Like "Satellites", this song has an anthemic quality, only to be completely stripped from its zest and zeal. It's kind of got this languid, world weary feel, lulling into existential sulk. Even amidst its restraint, Anderson hushes all petty matters to bed with a single powerful line. "It's not too long we're in this world, so what'd you even come here for?"

"100 Years"
In this captivating sparse piano track, EMA staggers between dystopian angst and sense of bewilderment of our existence within the digital plane. Being 31 myself, I've contemplated it many times lately, since EMA is part of a generation of musicians in their thirties who can still reminisce the days when we paced our lives within the physical world, without crudely outlining and molding an effigy under the digital scope. Maybe this makes us more vulnerable, more prone to second guess it? After all, musicians in their early thirties generally resonate with a new generation of aficionado's. A lot of these kids I see on Generation Like look like they exchanged all that internet currency for happy pills…it's very inspiring to see two female artists in their 30s, EMA and Annie Clark (St. Vincent) heedlessly tackle this thorny subject matter. Whoa…digressing big time. Reel me back in!

"Solace"
Again, Anderson is driving me cuckoo by shrewdly alternating the words "solace" and "soulless"on her lyric sheet. But given that she eventually named this track "Solace" and its buoyant synth motif, I'd like to think she leans more towards the more optimistic side of the spectrum. Ambiguity never felt so maddening and blissful at the same time. AAAAARRRGGGH!

"Dead Celebrity"
I'm just going to do a major cop out here and quote this incredibly moving article by Roger Angell for the New Yorker (which I actually read inbetween research for my interview with Anderson this past February).

Excerpt:

"A weariness about death exists in me and in us all in another way, as well, though we scarcely notice it. We have become tireless voyeurs of death: he is on the morning news and the evening news and on the breaking, middle-of–the-day news as well—not the celebrity death, I mean, but the everyone-else death. A roadside-accident figure, covered with a sheet. A dead family, removed from a ramshackle faraway building pocked and torn by bullets. The transportation dead. The dead in floods and hurricanes and tsunamis, in numbers called “tolls.” The military dead, presented in silence on your home screen, looking youthful and well combed. The enemy war dead or rediscovered war dead, in higher figures. Appalling and dulling totals not just from this year’s war but from the ones before that, and the ones way back that some of us still around may have also attended.
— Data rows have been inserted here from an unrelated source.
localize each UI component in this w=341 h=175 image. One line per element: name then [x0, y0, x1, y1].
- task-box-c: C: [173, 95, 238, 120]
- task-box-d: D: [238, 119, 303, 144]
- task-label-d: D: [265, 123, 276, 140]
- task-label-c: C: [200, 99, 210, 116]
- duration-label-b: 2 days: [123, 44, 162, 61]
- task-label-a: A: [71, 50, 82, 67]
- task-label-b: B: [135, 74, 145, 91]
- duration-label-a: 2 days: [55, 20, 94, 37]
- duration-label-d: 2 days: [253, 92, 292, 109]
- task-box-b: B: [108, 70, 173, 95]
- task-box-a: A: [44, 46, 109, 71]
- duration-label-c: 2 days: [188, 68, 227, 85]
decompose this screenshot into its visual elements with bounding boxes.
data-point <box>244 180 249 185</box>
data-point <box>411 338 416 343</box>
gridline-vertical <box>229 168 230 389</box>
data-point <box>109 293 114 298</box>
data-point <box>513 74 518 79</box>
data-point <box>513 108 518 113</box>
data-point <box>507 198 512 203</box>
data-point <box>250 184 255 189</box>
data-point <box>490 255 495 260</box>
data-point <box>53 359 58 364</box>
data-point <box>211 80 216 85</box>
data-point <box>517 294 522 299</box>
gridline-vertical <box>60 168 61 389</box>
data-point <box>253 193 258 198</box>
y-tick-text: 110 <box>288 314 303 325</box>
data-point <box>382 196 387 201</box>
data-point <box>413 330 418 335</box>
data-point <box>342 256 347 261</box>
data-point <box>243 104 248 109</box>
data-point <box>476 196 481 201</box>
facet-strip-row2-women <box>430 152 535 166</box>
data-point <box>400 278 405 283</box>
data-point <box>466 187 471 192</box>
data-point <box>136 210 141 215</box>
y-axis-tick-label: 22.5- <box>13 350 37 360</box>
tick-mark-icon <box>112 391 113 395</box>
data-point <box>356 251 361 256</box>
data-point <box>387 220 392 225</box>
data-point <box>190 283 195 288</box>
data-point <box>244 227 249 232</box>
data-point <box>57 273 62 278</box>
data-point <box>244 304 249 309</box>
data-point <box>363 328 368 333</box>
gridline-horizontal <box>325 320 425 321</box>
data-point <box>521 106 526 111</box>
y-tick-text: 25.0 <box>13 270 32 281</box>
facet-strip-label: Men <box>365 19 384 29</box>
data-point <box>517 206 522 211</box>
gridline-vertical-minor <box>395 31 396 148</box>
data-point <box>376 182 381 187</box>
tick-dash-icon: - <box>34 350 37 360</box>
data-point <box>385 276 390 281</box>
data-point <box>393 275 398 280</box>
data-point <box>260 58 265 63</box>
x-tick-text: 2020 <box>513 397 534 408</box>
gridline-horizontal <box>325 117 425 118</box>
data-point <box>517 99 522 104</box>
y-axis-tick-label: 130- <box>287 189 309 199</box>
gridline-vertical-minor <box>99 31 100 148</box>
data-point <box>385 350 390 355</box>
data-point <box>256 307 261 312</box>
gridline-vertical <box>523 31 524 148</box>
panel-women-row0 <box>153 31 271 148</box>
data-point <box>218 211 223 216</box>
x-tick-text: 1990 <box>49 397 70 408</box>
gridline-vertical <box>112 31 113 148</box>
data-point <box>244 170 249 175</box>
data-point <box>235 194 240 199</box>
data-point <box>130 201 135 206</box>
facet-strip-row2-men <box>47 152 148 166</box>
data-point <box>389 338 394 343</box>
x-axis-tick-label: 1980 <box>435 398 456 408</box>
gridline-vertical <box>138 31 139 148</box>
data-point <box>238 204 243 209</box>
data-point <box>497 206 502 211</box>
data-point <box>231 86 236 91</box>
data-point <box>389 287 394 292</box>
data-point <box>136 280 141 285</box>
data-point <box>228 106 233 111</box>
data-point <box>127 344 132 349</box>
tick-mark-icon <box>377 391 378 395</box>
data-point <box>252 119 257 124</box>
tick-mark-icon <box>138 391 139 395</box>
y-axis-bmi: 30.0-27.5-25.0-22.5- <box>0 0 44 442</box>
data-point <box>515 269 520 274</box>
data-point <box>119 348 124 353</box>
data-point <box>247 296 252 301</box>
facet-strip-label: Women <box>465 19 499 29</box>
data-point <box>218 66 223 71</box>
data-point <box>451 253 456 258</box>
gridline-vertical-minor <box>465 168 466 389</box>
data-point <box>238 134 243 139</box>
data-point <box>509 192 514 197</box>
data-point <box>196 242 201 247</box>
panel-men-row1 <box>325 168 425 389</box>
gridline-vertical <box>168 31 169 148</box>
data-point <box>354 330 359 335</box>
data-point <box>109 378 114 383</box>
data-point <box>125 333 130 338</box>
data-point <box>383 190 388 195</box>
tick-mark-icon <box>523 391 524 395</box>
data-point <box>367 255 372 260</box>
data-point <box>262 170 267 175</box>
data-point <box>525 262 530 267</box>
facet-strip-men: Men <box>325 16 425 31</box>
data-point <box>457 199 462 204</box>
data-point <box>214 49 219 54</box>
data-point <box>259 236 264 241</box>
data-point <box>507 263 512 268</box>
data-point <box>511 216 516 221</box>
All the dead from wars and natural events and school shootings and street crimes and domestic crimes that each of us has once again escaped and felt terrible about and plans to go and leave wreaths or paper flowers at the site of. There’s never anything new about death, to be sure, except its improved publicity. At second hand, we have become death’s expert witnesses; we know more about death than morticians, feel as much at home with it as those poor bygone schlunks trying to survive a continent-ravaging, low-digit-century epidemic. Death sucks but, enh—click the channel."


Read the rest HERE. Please do.


Last but not least, with The Future's Void, EMA has been filling my void with each listen, just a bit by bit, day by day. I'm definitely going to catch her in Paradiso next Friday…hopefully, with this impetuous sequence of maunderings I have galvanized you, dear anonymous reader, to do the same. Getting there is after all, just a click away.